Euro­zone infla­tion is more wor­ry­ing and prob­a­bly more sus­tain­able than US infla­tion. Infla­tion – exclud­ing ener­gy and food (core) – is still equal to 5.5% in the Unit­ed States in the spring of 2023, but the US mea­sure of infla­tion is unusu­al in that it gives an extreme­ly high weight­ing (38% in core infla­tion) to actu­al rents and rents charged to homeowners.

This item is up by 8% year-on-year, but we can expect a fair­ly sharp fall in rent increas­es in the sec­ond half of 2023, dri­ven by the fall in house prices. If we look at infla­tion exclud­ing ener­gy, food, and rents in the US, it has fall­en from almost 8% at the start of 2022 to 3.8% in April 2023. US infla­tion will con­tin­ue to fall, because growth is weak (below 1% in 2023), because the labour mar­ket is eas­ing a lit­tle, and because wages are slowing.

American and French inflation: what are the differences?

The US infla­tion sit­u­a­tion is very dif­fer­ent from that of the euro­zone. The rise in rents has remained rel­a­tive­ly low in the euro­zone (2.9% over one year) and despite this, infla­tion exclud­ing ener­gy and food reached 7.3% in April 2023, more than 4 points high­er than infla­tion exclud­ing ener­gy, food, and rents in the Unit­ed States.

There are three rea­sons for this con­sid­er­able dif­fer­ence in infla­tion rates between the euro­zone and the Unit­ed States. First, stronger wage increas­es (5½% expect­ed in the first quar­ter of 2023 in the euro­zone, com­pared with just over 4% in the US). Sec­ond­ly, a rise in cor­po­rate prof­it mar­gin rates since the start of 2021, which has added 1 ½ points a year to infla­tion, where­as cor­po­rate prof­it mar­gins have been falling in the US since the start of 2021, instead reduc­ing infla­tion by 1½ points a year over this period. 

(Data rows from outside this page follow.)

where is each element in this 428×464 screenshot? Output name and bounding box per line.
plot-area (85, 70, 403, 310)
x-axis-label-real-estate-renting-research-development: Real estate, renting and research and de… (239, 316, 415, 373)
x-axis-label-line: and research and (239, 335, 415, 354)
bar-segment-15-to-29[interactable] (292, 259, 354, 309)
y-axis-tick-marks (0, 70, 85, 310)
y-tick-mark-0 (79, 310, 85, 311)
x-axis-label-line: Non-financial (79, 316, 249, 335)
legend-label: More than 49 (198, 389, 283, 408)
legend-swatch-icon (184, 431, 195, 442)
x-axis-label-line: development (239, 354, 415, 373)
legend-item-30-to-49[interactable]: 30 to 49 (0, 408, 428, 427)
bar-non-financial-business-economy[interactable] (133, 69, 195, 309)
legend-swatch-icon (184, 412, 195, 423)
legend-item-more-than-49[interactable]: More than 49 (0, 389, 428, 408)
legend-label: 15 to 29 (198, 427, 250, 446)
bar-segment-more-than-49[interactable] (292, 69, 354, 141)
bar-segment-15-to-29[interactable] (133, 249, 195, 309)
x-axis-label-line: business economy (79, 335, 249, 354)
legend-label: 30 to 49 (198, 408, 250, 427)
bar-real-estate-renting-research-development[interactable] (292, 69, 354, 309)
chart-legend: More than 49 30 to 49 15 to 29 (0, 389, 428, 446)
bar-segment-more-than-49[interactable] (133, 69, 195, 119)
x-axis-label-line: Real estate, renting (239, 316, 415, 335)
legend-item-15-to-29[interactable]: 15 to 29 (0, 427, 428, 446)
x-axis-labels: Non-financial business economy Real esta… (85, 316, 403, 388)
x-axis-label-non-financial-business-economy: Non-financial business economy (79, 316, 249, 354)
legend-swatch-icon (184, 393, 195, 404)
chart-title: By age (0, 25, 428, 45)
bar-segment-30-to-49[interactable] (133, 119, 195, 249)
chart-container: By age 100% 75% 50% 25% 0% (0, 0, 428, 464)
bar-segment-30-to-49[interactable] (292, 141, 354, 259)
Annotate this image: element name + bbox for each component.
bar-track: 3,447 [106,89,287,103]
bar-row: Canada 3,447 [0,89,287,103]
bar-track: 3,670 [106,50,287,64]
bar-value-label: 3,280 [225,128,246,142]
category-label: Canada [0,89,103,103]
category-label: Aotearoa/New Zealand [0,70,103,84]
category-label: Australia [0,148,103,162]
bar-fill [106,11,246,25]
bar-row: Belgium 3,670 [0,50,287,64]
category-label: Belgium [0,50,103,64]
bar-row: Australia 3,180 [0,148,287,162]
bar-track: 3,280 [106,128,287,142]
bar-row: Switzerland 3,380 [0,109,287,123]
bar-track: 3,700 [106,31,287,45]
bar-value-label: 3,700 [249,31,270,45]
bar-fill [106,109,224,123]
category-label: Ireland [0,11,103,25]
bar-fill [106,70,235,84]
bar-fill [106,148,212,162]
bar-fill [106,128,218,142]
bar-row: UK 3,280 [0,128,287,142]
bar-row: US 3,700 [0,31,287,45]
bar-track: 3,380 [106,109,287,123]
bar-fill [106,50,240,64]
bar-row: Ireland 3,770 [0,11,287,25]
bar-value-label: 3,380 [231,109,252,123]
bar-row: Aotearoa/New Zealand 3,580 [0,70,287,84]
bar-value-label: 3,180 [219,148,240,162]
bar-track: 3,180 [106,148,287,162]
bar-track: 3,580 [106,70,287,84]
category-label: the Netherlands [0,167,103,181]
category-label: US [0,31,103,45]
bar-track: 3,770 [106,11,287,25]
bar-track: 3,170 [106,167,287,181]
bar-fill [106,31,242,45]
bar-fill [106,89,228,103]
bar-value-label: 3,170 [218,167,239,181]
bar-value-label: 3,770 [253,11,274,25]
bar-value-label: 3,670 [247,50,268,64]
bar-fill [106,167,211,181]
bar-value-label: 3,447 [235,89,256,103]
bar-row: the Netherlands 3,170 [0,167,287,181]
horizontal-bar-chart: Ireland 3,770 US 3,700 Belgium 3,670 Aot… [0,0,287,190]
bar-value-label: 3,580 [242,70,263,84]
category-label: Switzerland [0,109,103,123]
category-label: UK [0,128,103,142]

Final­ly, the fact that mon­e­tary pol­i­cy is clear­ly more restric­tive in the Unit­ed States: the Fed Funds inter­est rate is 5¼% with under­ly­ing infla­tion includ­ing rents of 5.5%; in the euro­zone, the repo rate (the refi­nanc­ing rate) is 4¾% with infla­tion exclud­ing ener­gy and food of 7.3%; rel­a­tive to infla­tion, the ECB’s key inter­est rate is 300 basis points low­er than that of the Fed­er­al Reserve, which favours the main­te­nance of high infla­tion in the eurozone.

We can there­fore con­clude from observ­ing recent devel­op­ments that the risk of main­tain­ing high and last­ing infla­tion is much high­er in the euro­zone than in the Unit­ed States. But we need to under­stand the mech­a­nisms that have caused this high infla­tion in Europe.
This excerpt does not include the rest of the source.